The Oakland Tribune is running a story today on the status of the five sports that UC Berkeley announced it was cutting last September. At the time, the university said that a worsening budget situation had rendered the school's athletic program unsustainable, and that baseball, women's lacrosse, and gymnastics -- both men's and women's -- would be discontinued at the end of this academic year. The plan for men's rugby, widely considered to be the most successful varsity sport in university history, was to downgrade it to a "varsity club."
The announcement, naturally, was met with considerable consternation by Cal fans and alumni. (The quote from former Cal baseball player Jeff Kent: 'You're telling me the University of California is not going to have a baseball program? ... If I could put it in one word, I'm disgusted right now. I'm absolutely embarrassed to be a Cal baseball alum knowing the school is cutting the program.")
The pressure was enough so that two months later, Director of Athletics Sandy Barbour issued an apologia and an FAQ, which included a section that seemed meant to discourage any concerted effort to save the moribund teams:
Is there a possibility that some or all of teams could be reinstated?
To preserve the current structure with 29 teams would require the department’s donor base to come forward with unprecedented levels of additional philanthropy...A careful analysis indicated – and we believe continues to indicate – that it would be unrealistic to expect a significant number of donors to immediately increase their giving far above current levels.The present situation already relies upon considerable and growing levels of annual philanthropy in the form of annual and endowment giving, an amount that has exceeded $15 million per year recently. In addition, the department is in the midst of a major campaign to fund the retrofit of Memorial Stadium in order to comply with the UC Regents’ requirement that the facility be renovated. Any effective effort to “save” teams would need to be incremental to goals currently in place and could not “cannibalize” any current endeavors.
Keeping these concerns in mind, neither the campus nor department leadership believes that the Cal Athletics community is likely to be able to raise the permanent funding required to offset the expenses associated with impacted teams. To make up the difference and maintain an acceptable level of longterm support for all 29 programs would call for, at the absolute minimum, a doubling of the current Athletic Department endowment, now at just under $70 million, in a relatively short period of time...
... It has been our view that the availability of the substantial incremental philanthropic commitments necessary to prevent a reduction in scope of our IA program is and has been quite unlikely.
In the event, however, that members of the Cal Athletics community do come forward with significant incremental philanthropic commitments to provide for multiple years of operating costs for the impacted group of teams and a long-term plan for permanent funding (endowment), the campus would of course review such a proposal and consider other alternatives presented. As a pragmatic matter and in fairness to Cal’s student-athletes and coaches, who are in the process of contemplating their future academic and career plans, the uncertainty around possibility of immediate reinstatement cannot be allowed to extend longer than January 31, 2011, which would be over four months after announcement of the scope reduction.
Well that deadline has now passed, and the university, at least publicly, is considering the possibility of reinstatement. Cal spokesman Dan Mogulof told the Tribune that the "process of 'review and analysis' already had begun and that the chancellor hopes to make a decision as soon as Friday."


*Work request*.
Quote the whole listing verbatim.

*Data for this task*.
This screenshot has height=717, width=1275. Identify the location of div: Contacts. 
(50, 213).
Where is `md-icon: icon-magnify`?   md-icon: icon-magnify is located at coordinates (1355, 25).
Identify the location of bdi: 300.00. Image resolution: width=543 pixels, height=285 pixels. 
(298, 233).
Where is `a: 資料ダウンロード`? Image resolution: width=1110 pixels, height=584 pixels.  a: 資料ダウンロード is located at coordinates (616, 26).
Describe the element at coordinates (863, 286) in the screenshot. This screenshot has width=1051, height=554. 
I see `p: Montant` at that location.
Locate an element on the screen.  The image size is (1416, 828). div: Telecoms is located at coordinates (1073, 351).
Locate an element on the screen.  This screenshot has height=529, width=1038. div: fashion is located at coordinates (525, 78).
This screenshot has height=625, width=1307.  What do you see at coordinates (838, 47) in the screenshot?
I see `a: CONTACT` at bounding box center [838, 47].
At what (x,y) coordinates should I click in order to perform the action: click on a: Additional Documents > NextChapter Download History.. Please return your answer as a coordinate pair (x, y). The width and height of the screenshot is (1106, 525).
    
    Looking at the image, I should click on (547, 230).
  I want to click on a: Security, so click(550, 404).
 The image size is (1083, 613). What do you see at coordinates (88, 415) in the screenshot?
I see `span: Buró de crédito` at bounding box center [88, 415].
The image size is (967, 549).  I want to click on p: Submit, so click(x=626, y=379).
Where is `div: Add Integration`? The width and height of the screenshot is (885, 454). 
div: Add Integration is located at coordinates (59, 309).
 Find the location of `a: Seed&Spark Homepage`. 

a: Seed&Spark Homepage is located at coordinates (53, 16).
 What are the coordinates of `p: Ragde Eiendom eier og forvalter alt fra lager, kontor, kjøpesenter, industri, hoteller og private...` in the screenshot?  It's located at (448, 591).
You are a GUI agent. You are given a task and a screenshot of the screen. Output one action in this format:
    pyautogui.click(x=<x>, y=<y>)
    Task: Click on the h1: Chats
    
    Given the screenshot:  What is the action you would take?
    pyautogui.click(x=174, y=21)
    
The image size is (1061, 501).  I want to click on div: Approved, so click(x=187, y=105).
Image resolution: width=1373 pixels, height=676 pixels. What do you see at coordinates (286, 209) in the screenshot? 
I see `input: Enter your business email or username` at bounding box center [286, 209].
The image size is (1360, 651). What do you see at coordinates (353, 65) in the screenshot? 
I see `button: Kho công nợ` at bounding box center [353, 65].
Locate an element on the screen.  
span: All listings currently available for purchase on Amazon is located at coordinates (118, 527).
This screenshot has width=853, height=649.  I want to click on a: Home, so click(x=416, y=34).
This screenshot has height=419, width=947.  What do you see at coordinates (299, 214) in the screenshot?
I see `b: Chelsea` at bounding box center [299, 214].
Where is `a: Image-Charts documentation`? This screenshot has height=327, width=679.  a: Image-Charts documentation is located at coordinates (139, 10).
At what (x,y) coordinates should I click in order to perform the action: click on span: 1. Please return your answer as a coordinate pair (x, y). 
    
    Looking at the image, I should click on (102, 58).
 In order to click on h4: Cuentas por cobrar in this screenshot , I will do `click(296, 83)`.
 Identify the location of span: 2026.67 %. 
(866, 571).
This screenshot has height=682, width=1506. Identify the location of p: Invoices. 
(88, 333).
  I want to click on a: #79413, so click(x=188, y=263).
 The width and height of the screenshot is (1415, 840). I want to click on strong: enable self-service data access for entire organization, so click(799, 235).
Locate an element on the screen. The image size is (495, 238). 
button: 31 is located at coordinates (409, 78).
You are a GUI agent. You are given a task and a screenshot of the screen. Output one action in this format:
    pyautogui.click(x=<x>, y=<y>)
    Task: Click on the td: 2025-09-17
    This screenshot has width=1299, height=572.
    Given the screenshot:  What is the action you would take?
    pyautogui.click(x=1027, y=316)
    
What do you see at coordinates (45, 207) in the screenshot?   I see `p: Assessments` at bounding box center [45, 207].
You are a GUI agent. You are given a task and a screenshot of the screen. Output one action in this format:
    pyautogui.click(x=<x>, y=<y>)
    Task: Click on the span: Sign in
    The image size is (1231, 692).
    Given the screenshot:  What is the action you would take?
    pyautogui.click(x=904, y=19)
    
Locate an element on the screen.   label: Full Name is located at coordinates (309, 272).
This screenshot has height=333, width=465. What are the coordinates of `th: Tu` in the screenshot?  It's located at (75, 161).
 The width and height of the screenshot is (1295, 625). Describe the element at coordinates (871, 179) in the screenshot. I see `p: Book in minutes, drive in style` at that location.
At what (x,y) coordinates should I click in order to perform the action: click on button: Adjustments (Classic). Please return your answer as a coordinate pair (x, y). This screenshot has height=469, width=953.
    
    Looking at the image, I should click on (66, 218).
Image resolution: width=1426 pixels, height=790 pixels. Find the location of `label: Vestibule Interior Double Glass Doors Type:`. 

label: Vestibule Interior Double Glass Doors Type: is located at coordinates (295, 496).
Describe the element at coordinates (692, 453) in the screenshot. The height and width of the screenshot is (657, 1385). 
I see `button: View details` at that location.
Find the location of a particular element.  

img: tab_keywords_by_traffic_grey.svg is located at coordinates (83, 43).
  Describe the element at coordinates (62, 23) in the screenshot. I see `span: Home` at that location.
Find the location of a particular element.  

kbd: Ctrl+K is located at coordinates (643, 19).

*Reply*.
This screenshot has height=717, width=1275. Identify the location of div: Contacts. 
(50, 213).
Where is `md-icon: icon-magnify`?   md-icon: icon-magnify is located at coordinates (1355, 25).
Identify the location of bdi: 300.00. Image resolution: width=543 pixels, height=285 pixels. 
(298, 233).
Where is `a: 資料ダウンロード`? Image resolution: width=1110 pixels, height=584 pixels.  a: 資料ダウンロード is located at coordinates (616, 26).
Describe the element at coordinates (863, 286) in the screenshot. This screenshot has width=1051, height=554. 
I see `p: Montant` at that location.
Locate an element on the screen.  The image size is (1416, 828). div: Telecoms is located at coordinates (1073, 351).
Locate an element on the screen.  This screenshot has height=529, width=1038. div: fashion is located at coordinates (525, 78).
This screenshot has height=625, width=1307.  What do you see at coordinates (838, 47) in the screenshot?
I see `a: CONTACT` at bounding box center [838, 47].
At what (x,y) coordinates should I click in order to perform the action: click on a: Additional Documents > NextChapter Download History.. Please return your answer as a coordinate pair (x, y). The width and height of the screenshot is (1106, 525).
    
    Looking at the image, I should click on (547, 230).
  I want to click on a: Security, so click(550, 404).
 The image size is (1083, 613). What do you see at coordinates (88, 415) in the screenshot?
I see `span: Buró de crédito` at bounding box center [88, 415].
The image size is (967, 549).  I want to click on p: Submit, so click(x=626, y=379).
Where is `div: Add Integration`? The width and height of the screenshot is (885, 454). 
div: Add Integration is located at coordinates (59, 309).
 Find the location of `a: Seed&Spark Homepage`. 

a: Seed&Spark Homepage is located at coordinates (53, 16).
 What are the coordinates of `p: Ragde Eiendom eier og forvalter alt fra lager, kontor, kjøpesenter, industri, hoteller og private...` in the screenshot?  It's located at (448, 591).
You are a GUI agent. You are given a task and a screenshot of the screen. Output one action in this format:
    pyautogui.click(x=<x>, y=<y>)
    Task: Click on the h1: Chats
    
    Given the screenshot:  What is the action you would take?
    pyautogui.click(x=174, y=21)
    
The image size is (1061, 501).  I want to click on div: Approved, so click(x=187, y=105).
Image resolution: width=1373 pixels, height=676 pixels. What do you see at coordinates (286, 209) in the screenshot? 
I see `input: Enter your business email or username` at bounding box center [286, 209].
The image size is (1360, 651). What do you see at coordinates (353, 65) in the screenshot? 
I see `button: Kho công nợ` at bounding box center [353, 65].
Locate an element on the screen.  
span: All listings currently available for purchase on Amazon is located at coordinates (118, 527).
This screenshot has width=853, height=649.  I want to click on a: Home, so click(x=416, y=34).
This screenshot has height=419, width=947.  What do you see at coordinates (299, 214) in the screenshot?
I see `b: Chelsea` at bounding box center [299, 214].
Where is `a: Image-Charts documentation`? This screenshot has height=327, width=679.  a: Image-Charts documentation is located at coordinates (139, 10).
At what (x,y) coordinates should I click in order to perform the action: click on span: 1. Please return your answer as a coordinate pair (x, y). 
    
    Looking at the image, I should click on (102, 58).
 In order to click on h4: Cuentas por cobrar in this screenshot , I will do `click(296, 83)`.
 Identify the location of span: 2026.67 %. 
(866, 571).
This screenshot has height=682, width=1506. Identify the location of p: Invoices. 
(88, 333).
  I want to click on a: #79413, so click(x=188, y=263).
 The width and height of the screenshot is (1415, 840). I want to click on strong: enable self-service data access for entire organization, so click(799, 235).
Locate an element on the screen. The image size is (495, 238). 
button: 31 is located at coordinates (409, 78).
You are a GUI agent. You are given a task and a screenshot of the screen. Output one action in this format:
    pyautogui.click(x=<x>, y=<y>)
    Task: Click on the td: 2025-09-17
    This screenshot has width=1299, height=572.
    Given the screenshot:  What is the action you would take?
    pyautogui.click(x=1027, y=316)
    
What do you see at coordinates (45, 207) in the screenshot?   I see `p: Assessments` at bounding box center [45, 207].
You are a GUI agent. You are given a task and a screenshot of the screen. Output one action in this format:
    pyautogui.click(x=<x>, y=<y>)
    Task: Click on the span: Sign in
    The image size is (1231, 692).
    Given the screenshot:  What is the action you would take?
    pyautogui.click(x=904, y=19)
    
Locate an element on the screen.   label: Full Name is located at coordinates (309, 272).
This screenshot has height=333, width=465. What are the coordinates of `th: Tu` in the screenshot?  It's located at (75, 161).
 The width and height of the screenshot is (1295, 625). Describe the element at coordinates (871, 179) in the screenshot. I see `p: Book in minutes, drive in style` at that location.
At what (x,y) coordinates should I click in order to perform the action: click on button: Adjustments (Classic). Please return your answer as a coordinate pair (x, y). This screenshot has height=469, width=953.
    
    Looking at the image, I should click on (66, 218).
Image resolution: width=1426 pixels, height=790 pixels. Find the location of `label: Vestibule Interior Double Glass Doors Type:`. 

label: Vestibule Interior Double Glass Doors Type: is located at coordinates (295, 496).
Describe the element at coordinates (692, 453) in the screenshot. The height and width of the screenshot is (657, 1385). 
I see `button: View details` at that location.
Find the location of a particular element.  

img: tab_keywords_by_traffic_grey.svg is located at coordinates (83, 43).
  Describe the element at coordinates (62, 23) in the screenshot. I see `span: Home` at that location.
Find the location of a particular element.  

kbd: Ctrl+K is located at coordinates (643, 19).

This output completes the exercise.